As she reached the top, shouts rang out from the street. She darted into the closest room and went to the front window. Soldiers crowded the street. Two of them began to pound on the door. They were preparing to break it down.
She ran into Isabella’s room and found her leaning over the patient.
“Soldiers!” Maisie cried out. “Here. Demanding to be let in!”
A boy lay on her sister’s bed, one leg bound tightly with a pair of splints. A young man a little younger than Maisie stood by the bed, twisting his cap in his hands. Isabella ran to the window and peered out.
She turned to Maisie. “Grab your cloak. And go down the back steps and wait by the kitchen door while I fetch Morrigan. You two must leave the house.”
An instant later, she was gone, and Maisie heard her flying down the front staircase.

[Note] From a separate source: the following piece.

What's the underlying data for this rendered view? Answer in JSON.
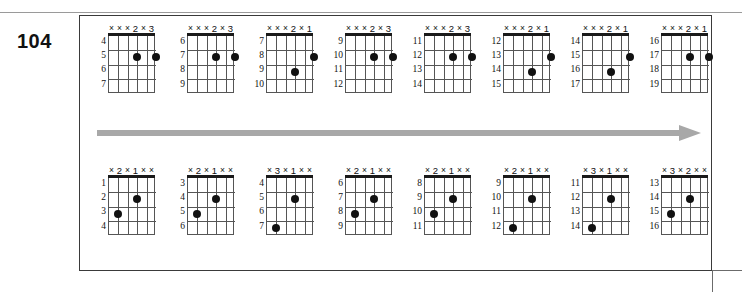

She turned to the young man and the boy in the bed. “Stay here. Stay quiet. The soldiers are not here for you—” Maisie’s reassuring words were cut off by the sound of the front door crashing in.
She turned and ran out, quickly descending to the kitchens. She started for the hallway leading toward the front of the house and stopped dead. A pitched battle was going on. Soldiers and citizens were fighting hand to hand. In front of her, a redcoat grabbed their housekeeper by the throat and shoved her against the wall. Picking up an iron skillet, Maisie attacked him, slamming him over the head. He dropped like a stone.
Suddenly, the crack of a pistol cut the air, followed by the sounds of shouts and screams, but the fighting went on unabated.
Helping the housekeeper to her feet, Maisie led her back into the kitchen. Settling her in a chair, she turned back to the front of the house. A wail of anguish met her before she could move even a step, and then Isabella came into the kitchen. She was ghostly white and was pulling a struggling Morrigan by the hand.
“He’s dead. Father’s dead. They killed him. The murderers. Let me go back.”
Through a back window, Maisie saw the shapes of two men coming through the garden. Quickly, she bolted the door. They tried to open it and began pounding. Shouts came from the front of the house and windows smashed. More soldiers were coming in. More cries. Voices rang out from the alleyway. The pounding stopped.
Isabella pushed Morrigan toward Maisie. “You two need to go.” She turned to the housekeeper. “You all need to gonow.”
“We’re not going without you.” Maisie moved in front of her sister, blocking her path.
Isabella’s dress was covered in blood. Her gaze darted toward the front of the house, and her hands shook as she stabbed at tears. “Archibald… he needs me.”
“He’s dead,” Maisie reminded her.
She didn’t know how much time they had. The soldiers would be coming back here any second. They’d search the house and march everyone off to prison. She, for one, wasn’t about to become another pawn in the game the government was playing to crush Niall.
“My patients.” Isabella tried to get around her again. “Archibald.”
Maisie saw that her sister was not comprehending the danger. She was dazed and could only do what she’d been trained as a doctor to do. Maisie turned to the housekeeper, who was holding onto Morrigan. “Help me. We need to get them out of here.”
“We can go to my son’s house in Canongate. He’ll hide us, I know.”
Isabella again started for the front rooms, and Maisie took her by the shoulders. “If you go back in there, then I go with you.”
“As will I,” Morrigan snapped. “I want to cut the throat of the blackguard who killed my father.”
Maisie shook her older sister once, forcing Isabella to look at her. “You’ll not be throwing your life away without us. Do you want all three of us dead?”
Isabella frowned, trying to grasp what was being said.
The momentary pause was all Maisie needed. She turned to the housekeeper. “Check the back door. Can we leave that way?”
The older woman glanced out the window and then unbolted the door. She cautiously pulled it open, looking outside. “They’re gone, miss.”
There was no time to fetch their cloaks. They needed to go now.
Maisie turned to Morrigan. “I need your help. We might have to carry her out, but she’s coming with us.”
Morrigan nodded grimly and took a hold of Isabella’s arm, dragging her toward the door.
Outside, the housekeeper took Isabella in hand, and Maisie shut the door behind them. As she hurried through the garden toward the alleyway, a knot of grief for Archibald rose into her throat. After so many years, they’d finally come to understand each other. She brushed away the tears and followed the others.